Great read. That "technology" included in Realtek is absolutely bonkers -- who asked for that functionality at a consumer level? No one.

3 comments

> When Jason Snell posts on HN, I sit up in my chair

I believe the post is from Juho Snell:

http://www.snellman.net/blog/archive/about/

https://twitter.com/juhosnellman

> That "technology" included in Realtek is absolutely bonkers -- who asked for that functionality at a consumer level? No one.

What tech are we talking about? WoL is definitely appreciated in all devices, although the "RealWoW" thing is very much diminishing returns. Otherwise, everything is just normal programmable chips and DMA-type data movement, both of which are generally desirable.

nah. i'll take wifi hardware that doesn't have buggy layer 4+ features in firmware that hackers can exploit to turn my keystrokes into udp packets, thank you very much.

in fact, i think i'd prefer a computer that leaves all the layer 4+ up to the operating system as at least it has a chance of being audited.

that said, this raises an interesting point. the only way to really be sure is to sniff your own packets... but if everything moves to being encrypted that's going to get a lot harder...

The RealWoW stuff requires host cooperation to set the proper configuration fields. The card has very basic functionality to be pre-configured to respond to certain packets, but this needs to be set by the host - it is disabled by default and in fact the Linux driver doesn't even support it.

In addition if he could achieve code execution on the card it wouldn't matter whether the card has this functionality as he could implement it himself if needed.

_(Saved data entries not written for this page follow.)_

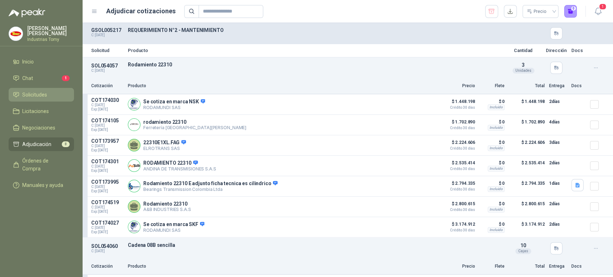 The width and height of the screenshot is (613, 277). I want to click on a: Solicitudes, so click(41, 95).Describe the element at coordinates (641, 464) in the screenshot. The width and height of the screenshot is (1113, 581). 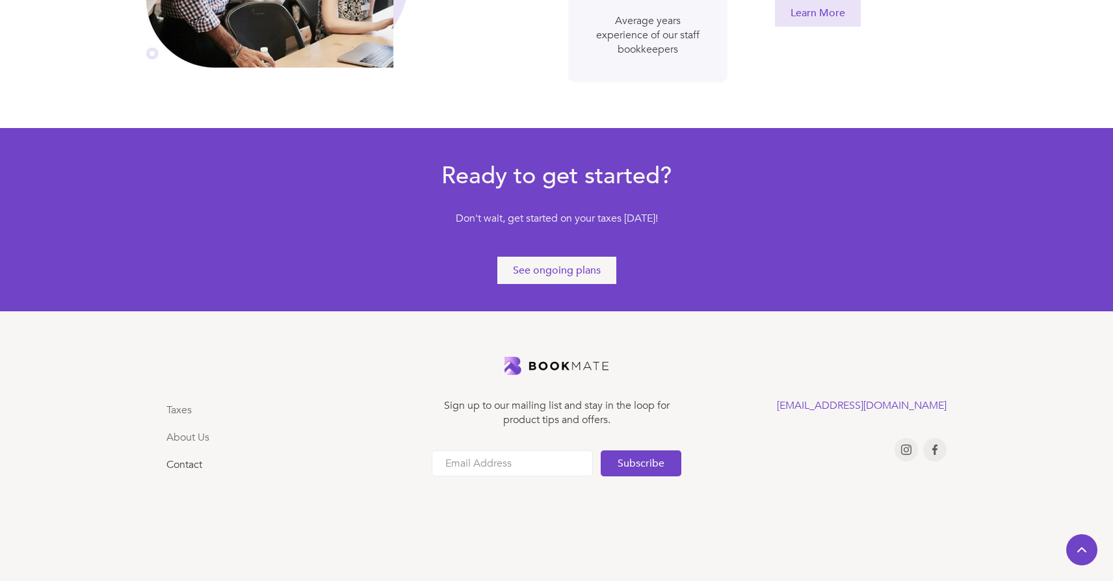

sorry. regardless of whether or not you can change the firmware binaries to do what you want. i'm really not okay with half-assed remote management junk being baked into the nic of my personal laptop that bypasses any firewalls i can configure and is constructed from code i cannot review.

that is exactly the kind of crap that gets exploited.

RealWoW.
This comment doesn't seem too related to the article except for the words "Jason Snell" and "Realtek", and both of those appear misused.

So I don't mean to be rude, but I'm guessing this is a chatbot? Skimmed for proper-nouns, then generic shrills about how the author and article are great and how technology's too complicated?

Good catch. I must say I concur with your assessment.
You're wrong, go see my reply to the other guy. What a miserable lot you two make.
> So I don't mean to be rude

He said, before being rude & condescending. Here, would a chat bot pick apart your miserable comment like this?

https://twitter.com/jsnell

Oh no I mixed up social media handles I must be a chat bot

> Skimmed for proper-nouns

Oh no I mixed up social media handles I must be a chat bot

> then generic shrills

Huh? I'm complaining about the very real technology present in the Realtek chips that enables any moron with access to a web browser to send firmware-level commands anywhere in the world.

Did you even read the article?

> about how the author and article are great

Are you a chatbot? I didn't even sing about the article being great, I asked if anyone had a real consumer application for the tech presented as an attack vector in the article.

Go outside. Talk to a human being. I'm betting it's been a couple years for you if you're this bad at not only misjudging intention but going straight to "this must not be a human being, only a bot would respond with something I do not wholly understand".

Again, what a miserable comment.

Hah, okay, that sounds human enough. Sorry for the misunderstanding; I truly meant no offense.

Thanks for clarifying! =)

> I truly meant no offense

Work on your approach.

He said "I don't mean to be rude", meanwhile you're the one that's actually being rude.
Chatbot detection protection? Throws some whataboutism and a human written paragraph attacking the comment to disguise things.